Warning: The content of this post is highly opinionated. Please exercise caution. 🙂
A bit of Background
Back in 2012-13, the term Dev-Ops was unheard of in my team. We were still living in dark ages where a developer would developed the code, then write unit test cases more to get the code coverage look good than to actually “test” the code. The code would then go through a review and queued for check-in. Some magic which the developer never really cared about would then tell us if the code was successfully checked-in or it failed. That magic was TFS XAML build. The build was managed by a dedicated team and we never felt it was part of development process. After the end of sprint iteration a huge code base would then go to the test team and they would start testing the code based on their test cases and log bugs to the dev team. More often than not a developer would talk to tester only during that phase. This resulted in 100s of bugs in a big team. Few of these bugs would be invalid due lack of understanding of requirements, few others would be basic bugs which should have been handled by the developer in the first place. All the requirements, tasks, bugs, issues etc were logged in TFS. But, there was no dashboard. So, every developer and dev lead had to be expert in excel to track the items more effectively. It is said Ignorance is bliss, and same was true for us. We were happy in our shell, delivering code in this fashion and never felt need of change.
During the similar time-frame, I got an opportunity to work in a customer location. This is when I got a rude shock. The customer used tools which I had not heard before. They used confluence to collaborate, JIRA to track work items, Team City for build and a source control that was not TFS :). Suddenly, I realized that development was more than just writing code. I fell in love with these tools immediately. I realized there is more in the world than TFS.
However, there was still one big pain point with all these tools and application. We were using just too many tools and plugins – TortotiseSVN, JIRA, Team City, some other tool for deployment etc. Each one of these tools looked different and they worked differently.
Visual Studio Team Services
Microsoft was late to join the party and TFS was surely lagging the features that Agile projects and modern development practices demand. In 2013, Microsoft introduced Visual Studio Online (VSO). At the time of launch VSO appeared to be nothing more than TFS on cloud. However, Microsoft started adding more and more features to VSO. Many of these features were “inspired” from competitive tools. Over a period of time, VSO was aptly renamed to Visual Studio Team Services (VSTS). Today, VSTS has become one stop for all our development.
VSTS has solved one big problem of fragmentation. Its features today are on-par if not more with JIRA, Team City and Octupus. With VSTS as a user you do not need multiple accounts, your single account will give you access to everything you need for software development. Additionally, VSTS now offers full support for more and more non-Microsoft services. That means, you are first class citizen irrespective of your editor, source control (TFVC, Git) and technology. If you do not want to use VSTS for everything, you still have a choice to choose what you want. For example, you can choose Octopus over VSTS Release Management and push package from VSTS build to Octopus directly. It works seamlessly.
To know more about features of VSTS go here. What tools do you use for your development?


Please, starting at the line that contains "List each element", reproduce every line exactly until the records run out, skipping all pictures.

•••

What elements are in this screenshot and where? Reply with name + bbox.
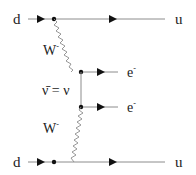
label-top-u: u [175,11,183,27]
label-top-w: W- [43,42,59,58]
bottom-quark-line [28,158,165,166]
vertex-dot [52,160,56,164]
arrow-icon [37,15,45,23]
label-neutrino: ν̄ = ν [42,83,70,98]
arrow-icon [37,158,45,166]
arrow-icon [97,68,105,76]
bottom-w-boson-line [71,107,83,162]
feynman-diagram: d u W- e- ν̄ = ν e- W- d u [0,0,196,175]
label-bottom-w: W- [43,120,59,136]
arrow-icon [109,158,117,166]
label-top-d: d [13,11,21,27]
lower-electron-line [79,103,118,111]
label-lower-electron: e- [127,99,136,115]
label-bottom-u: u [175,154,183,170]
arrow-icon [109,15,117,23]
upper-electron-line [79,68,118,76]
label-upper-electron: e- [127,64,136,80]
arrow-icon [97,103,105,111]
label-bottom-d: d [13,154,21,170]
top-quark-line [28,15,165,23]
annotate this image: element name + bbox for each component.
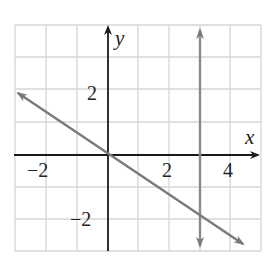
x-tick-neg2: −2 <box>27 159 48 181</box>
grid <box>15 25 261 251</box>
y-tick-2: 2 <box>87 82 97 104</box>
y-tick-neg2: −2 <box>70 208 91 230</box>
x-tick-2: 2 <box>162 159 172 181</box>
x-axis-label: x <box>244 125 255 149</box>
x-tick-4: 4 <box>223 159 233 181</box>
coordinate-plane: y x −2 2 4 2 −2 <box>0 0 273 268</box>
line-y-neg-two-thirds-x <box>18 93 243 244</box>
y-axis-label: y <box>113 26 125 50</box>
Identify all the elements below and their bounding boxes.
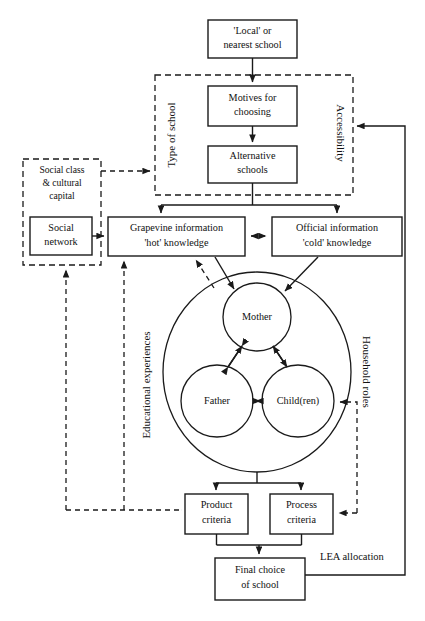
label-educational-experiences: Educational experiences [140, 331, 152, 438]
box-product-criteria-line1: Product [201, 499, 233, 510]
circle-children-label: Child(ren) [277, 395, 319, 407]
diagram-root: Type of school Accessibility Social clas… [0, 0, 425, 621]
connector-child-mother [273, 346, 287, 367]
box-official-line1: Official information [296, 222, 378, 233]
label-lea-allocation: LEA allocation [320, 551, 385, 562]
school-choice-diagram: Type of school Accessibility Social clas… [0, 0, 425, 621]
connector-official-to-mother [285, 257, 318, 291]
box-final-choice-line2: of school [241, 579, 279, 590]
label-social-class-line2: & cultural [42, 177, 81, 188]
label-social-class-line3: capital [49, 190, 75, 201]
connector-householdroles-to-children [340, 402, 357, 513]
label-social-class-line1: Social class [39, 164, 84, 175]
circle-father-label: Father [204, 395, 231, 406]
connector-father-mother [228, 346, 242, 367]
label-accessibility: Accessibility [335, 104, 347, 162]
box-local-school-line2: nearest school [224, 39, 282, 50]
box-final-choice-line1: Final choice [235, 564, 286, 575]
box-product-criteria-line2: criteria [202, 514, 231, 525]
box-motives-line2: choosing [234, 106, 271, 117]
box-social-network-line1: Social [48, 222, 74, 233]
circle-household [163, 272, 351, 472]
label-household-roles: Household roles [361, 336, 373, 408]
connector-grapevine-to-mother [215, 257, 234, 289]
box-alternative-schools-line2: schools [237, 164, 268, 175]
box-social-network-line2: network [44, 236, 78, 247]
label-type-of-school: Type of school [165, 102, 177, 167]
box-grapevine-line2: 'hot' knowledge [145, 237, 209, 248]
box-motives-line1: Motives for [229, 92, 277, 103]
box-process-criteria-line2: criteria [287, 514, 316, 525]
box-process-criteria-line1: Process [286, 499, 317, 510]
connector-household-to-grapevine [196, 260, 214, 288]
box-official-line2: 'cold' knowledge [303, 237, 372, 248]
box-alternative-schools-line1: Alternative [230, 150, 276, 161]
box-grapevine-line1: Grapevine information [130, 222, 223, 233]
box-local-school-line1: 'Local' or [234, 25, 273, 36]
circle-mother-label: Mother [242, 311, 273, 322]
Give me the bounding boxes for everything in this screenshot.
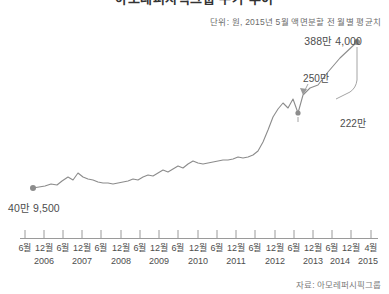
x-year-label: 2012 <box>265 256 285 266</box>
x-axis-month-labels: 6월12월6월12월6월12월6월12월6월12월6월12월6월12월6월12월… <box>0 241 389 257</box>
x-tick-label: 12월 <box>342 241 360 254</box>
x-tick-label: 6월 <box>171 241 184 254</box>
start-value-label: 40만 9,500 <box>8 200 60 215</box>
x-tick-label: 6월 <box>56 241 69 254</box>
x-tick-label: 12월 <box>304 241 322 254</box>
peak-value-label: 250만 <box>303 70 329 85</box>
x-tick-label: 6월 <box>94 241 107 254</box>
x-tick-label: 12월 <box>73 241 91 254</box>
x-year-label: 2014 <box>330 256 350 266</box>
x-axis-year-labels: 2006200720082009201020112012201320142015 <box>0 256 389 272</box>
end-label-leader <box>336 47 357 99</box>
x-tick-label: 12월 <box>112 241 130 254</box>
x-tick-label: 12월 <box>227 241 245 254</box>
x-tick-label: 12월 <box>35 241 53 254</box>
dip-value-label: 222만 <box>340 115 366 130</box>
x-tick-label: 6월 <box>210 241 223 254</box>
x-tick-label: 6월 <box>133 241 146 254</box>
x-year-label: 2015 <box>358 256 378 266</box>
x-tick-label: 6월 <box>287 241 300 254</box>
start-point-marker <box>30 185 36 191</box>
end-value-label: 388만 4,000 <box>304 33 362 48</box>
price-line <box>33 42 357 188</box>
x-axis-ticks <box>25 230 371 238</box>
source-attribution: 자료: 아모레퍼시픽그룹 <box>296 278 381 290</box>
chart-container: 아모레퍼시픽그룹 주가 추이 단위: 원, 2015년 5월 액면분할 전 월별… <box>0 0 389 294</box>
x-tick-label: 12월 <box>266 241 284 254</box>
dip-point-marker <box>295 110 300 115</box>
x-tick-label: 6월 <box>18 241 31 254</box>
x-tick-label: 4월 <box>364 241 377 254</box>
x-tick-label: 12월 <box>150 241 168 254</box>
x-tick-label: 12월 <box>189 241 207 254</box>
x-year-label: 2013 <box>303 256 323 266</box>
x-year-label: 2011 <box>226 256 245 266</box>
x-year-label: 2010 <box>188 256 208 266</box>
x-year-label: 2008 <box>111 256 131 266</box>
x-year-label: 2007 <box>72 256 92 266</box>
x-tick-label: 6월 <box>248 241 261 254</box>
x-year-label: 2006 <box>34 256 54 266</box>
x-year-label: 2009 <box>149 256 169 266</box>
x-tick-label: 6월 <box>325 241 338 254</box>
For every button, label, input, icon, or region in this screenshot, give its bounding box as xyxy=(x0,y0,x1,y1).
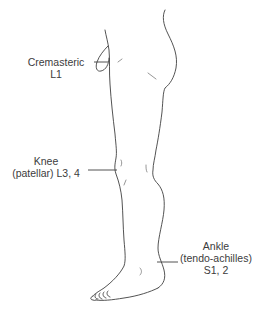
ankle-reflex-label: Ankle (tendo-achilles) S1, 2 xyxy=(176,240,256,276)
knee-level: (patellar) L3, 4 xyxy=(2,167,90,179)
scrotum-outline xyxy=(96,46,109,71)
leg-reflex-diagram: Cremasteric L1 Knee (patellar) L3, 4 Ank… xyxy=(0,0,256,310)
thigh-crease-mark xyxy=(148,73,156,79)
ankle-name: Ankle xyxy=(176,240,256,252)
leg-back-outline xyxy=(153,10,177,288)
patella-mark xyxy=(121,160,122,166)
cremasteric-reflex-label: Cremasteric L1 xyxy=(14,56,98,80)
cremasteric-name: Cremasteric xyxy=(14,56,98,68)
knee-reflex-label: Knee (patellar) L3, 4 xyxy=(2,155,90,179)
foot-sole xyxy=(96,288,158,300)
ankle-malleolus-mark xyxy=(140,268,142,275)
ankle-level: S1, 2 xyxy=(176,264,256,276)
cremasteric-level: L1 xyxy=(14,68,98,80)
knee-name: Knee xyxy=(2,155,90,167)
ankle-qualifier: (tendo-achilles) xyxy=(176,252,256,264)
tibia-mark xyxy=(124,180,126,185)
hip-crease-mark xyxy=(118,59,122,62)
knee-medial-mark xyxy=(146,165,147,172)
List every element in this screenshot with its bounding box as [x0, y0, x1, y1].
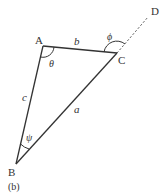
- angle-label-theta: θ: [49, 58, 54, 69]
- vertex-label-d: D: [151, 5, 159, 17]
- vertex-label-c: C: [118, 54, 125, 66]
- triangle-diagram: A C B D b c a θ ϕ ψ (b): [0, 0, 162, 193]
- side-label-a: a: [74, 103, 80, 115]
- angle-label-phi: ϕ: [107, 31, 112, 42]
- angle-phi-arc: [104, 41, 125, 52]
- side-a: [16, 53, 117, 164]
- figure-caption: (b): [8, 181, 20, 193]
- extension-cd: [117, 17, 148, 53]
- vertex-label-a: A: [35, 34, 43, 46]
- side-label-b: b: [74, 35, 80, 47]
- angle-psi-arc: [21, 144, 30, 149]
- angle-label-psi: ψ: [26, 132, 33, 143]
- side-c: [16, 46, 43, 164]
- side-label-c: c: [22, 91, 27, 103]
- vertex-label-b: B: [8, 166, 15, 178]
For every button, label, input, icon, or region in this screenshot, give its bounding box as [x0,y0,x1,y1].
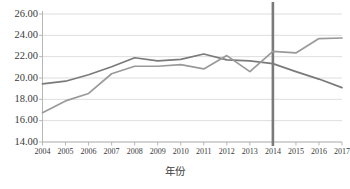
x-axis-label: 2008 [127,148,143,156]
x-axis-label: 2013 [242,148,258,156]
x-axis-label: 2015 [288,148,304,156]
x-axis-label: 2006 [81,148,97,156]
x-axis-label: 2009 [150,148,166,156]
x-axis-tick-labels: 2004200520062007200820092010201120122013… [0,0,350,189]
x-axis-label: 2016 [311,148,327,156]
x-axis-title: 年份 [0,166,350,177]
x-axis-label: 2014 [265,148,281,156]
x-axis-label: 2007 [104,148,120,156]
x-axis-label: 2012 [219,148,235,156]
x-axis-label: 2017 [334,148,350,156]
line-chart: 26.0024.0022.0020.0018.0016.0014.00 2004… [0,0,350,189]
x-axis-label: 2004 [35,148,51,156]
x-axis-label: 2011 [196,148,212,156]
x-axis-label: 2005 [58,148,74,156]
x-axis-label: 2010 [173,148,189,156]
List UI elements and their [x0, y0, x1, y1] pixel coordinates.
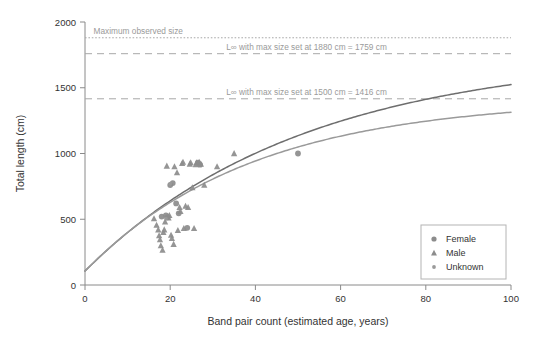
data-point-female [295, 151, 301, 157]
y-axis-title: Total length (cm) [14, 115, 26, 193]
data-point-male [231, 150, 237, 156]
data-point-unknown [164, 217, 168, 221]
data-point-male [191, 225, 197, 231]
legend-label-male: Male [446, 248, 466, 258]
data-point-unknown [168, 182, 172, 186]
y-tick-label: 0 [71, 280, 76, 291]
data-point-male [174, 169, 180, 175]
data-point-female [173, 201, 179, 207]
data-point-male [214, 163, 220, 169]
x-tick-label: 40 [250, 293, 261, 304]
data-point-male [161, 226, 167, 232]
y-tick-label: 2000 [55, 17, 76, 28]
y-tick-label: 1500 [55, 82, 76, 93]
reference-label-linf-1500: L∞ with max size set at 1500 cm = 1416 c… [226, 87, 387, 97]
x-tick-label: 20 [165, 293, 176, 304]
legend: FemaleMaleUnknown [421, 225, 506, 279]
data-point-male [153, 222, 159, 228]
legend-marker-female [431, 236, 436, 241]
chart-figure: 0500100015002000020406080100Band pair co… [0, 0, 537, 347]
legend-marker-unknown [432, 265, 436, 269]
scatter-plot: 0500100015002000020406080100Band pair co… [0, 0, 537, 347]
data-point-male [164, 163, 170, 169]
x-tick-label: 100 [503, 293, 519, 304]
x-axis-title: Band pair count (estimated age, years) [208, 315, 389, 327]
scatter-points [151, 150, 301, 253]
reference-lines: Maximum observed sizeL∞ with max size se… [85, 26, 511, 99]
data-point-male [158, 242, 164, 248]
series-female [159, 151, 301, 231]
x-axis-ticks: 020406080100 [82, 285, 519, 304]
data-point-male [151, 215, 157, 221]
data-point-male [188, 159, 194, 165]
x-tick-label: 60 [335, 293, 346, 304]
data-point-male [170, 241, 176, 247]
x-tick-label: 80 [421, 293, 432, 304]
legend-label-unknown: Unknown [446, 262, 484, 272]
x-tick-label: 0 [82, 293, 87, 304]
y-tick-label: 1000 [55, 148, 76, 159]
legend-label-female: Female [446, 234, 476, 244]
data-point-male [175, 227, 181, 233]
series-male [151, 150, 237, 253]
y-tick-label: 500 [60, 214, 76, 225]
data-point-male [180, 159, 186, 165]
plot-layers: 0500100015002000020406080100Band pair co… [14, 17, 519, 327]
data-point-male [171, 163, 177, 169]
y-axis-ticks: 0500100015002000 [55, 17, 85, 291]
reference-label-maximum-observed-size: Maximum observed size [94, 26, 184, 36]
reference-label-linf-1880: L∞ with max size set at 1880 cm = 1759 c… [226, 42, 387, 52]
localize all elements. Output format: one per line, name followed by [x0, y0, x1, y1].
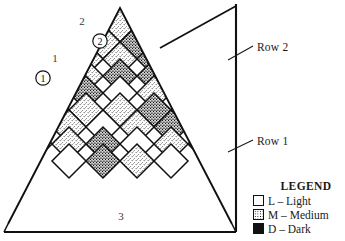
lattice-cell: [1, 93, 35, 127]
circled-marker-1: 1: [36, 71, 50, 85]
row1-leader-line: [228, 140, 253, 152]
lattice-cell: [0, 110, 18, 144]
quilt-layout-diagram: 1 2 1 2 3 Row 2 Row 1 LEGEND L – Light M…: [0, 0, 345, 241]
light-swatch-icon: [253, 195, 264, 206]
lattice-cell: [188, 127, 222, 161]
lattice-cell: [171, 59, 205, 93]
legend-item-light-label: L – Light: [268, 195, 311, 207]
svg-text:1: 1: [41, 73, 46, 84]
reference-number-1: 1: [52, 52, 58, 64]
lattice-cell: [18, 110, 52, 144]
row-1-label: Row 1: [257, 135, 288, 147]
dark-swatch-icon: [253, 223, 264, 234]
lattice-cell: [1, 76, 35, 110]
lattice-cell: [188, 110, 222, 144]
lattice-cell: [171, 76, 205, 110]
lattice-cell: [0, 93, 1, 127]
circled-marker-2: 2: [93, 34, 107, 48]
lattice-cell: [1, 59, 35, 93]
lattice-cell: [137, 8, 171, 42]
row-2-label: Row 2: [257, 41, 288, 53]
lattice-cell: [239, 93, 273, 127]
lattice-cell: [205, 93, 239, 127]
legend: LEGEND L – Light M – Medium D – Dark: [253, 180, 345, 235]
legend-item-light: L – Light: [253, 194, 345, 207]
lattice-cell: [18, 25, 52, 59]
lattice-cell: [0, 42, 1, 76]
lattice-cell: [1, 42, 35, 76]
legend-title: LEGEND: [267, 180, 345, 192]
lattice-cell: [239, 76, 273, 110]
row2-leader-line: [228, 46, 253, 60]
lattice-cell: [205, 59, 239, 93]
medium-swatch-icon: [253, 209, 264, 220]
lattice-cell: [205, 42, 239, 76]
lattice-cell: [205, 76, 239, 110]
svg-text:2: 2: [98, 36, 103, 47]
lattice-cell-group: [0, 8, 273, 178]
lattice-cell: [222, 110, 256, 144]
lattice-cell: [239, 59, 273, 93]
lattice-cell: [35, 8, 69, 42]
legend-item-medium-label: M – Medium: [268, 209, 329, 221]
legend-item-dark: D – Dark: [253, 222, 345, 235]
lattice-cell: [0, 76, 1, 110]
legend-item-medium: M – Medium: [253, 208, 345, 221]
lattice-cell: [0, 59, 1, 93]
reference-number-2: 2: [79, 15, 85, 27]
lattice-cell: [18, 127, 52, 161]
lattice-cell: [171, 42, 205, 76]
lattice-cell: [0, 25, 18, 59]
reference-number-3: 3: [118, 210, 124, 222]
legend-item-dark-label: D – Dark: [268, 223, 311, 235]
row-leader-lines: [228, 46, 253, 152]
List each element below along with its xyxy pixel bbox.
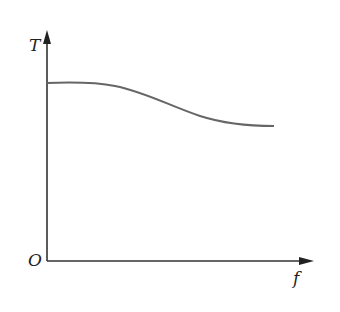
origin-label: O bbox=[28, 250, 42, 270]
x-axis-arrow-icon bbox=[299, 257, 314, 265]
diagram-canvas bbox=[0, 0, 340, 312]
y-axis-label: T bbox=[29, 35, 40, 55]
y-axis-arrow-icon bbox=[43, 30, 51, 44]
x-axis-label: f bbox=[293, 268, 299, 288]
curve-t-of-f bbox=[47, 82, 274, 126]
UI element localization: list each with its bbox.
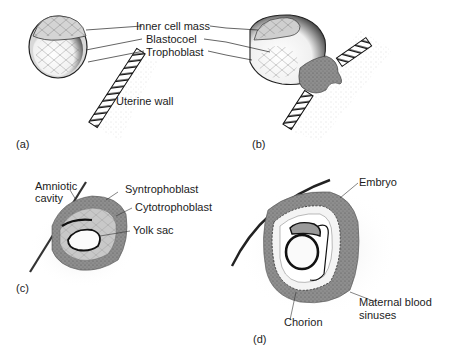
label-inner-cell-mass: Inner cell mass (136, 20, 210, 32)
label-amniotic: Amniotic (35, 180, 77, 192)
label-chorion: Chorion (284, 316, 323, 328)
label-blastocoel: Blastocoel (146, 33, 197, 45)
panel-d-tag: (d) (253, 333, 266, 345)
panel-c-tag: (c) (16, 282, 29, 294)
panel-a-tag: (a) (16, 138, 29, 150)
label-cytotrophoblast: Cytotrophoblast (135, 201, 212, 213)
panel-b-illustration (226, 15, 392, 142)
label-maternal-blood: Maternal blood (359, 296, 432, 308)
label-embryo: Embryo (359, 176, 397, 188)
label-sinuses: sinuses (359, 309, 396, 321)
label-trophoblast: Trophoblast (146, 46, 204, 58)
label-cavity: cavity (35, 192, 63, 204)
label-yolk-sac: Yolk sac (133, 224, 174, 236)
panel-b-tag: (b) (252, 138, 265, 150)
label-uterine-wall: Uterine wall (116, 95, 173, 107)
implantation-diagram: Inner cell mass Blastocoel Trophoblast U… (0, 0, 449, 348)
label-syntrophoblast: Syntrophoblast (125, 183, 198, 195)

•••

FINISHED TASK -
List each element below along with its xyxy pixel bbox.
origin-label: O bbox=[28, 250, 42, 270]
x-axis-arrow-icon bbox=[299, 257, 314, 265]
diagram-canvas bbox=[0, 0, 340, 312]
y-axis-label: T bbox=[29, 35, 40, 55]
y-axis-arrow-icon bbox=[43, 30, 51, 44]
x-axis-label: f bbox=[293, 268, 299, 288]
curve-t-of-f bbox=[47, 82, 274, 126]
UI element localization: list each with its bbox.
label-inner-cell-mass: Inner cell mass (136, 20, 210, 32)
label-amniotic: Amniotic (35, 180, 77, 192)
label-chorion: Chorion (284, 316, 323, 328)
label-blastocoel: Blastocoel (146, 33, 197, 45)
panel-d-tag: (d) (253, 333, 266, 345)
panel-c-tag: (c) (16, 282, 29, 294)
panel-a-tag: (a) (16, 138, 29, 150)
label-cytotrophoblast: Cytotrophoblast (135, 201, 212, 213)
panel-b-illustration (226, 15, 392, 142)
label-maternal-blood: Maternal blood (359, 296, 432, 308)
label-embryo: Embryo (359, 176, 397, 188)
label-sinuses: sinuses (359, 309, 396, 321)
label-trophoblast: Trophoblast (146, 46, 204, 58)
label-cavity: cavity (35, 192, 63, 204)
label-yolk-sac: Yolk sac (133, 224, 174, 236)
panel-b-tag: (b) (252, 138, 265, 150)
label-uterine-wall: Uterine wall (116, 95, 173, 107)
implantation-diagram: Inner cell mass Blastocoel Trophoblast U… (0, 0, 449, 348)
label-syntrophoblast: Syntrophoblast (125, 183, 198, 195)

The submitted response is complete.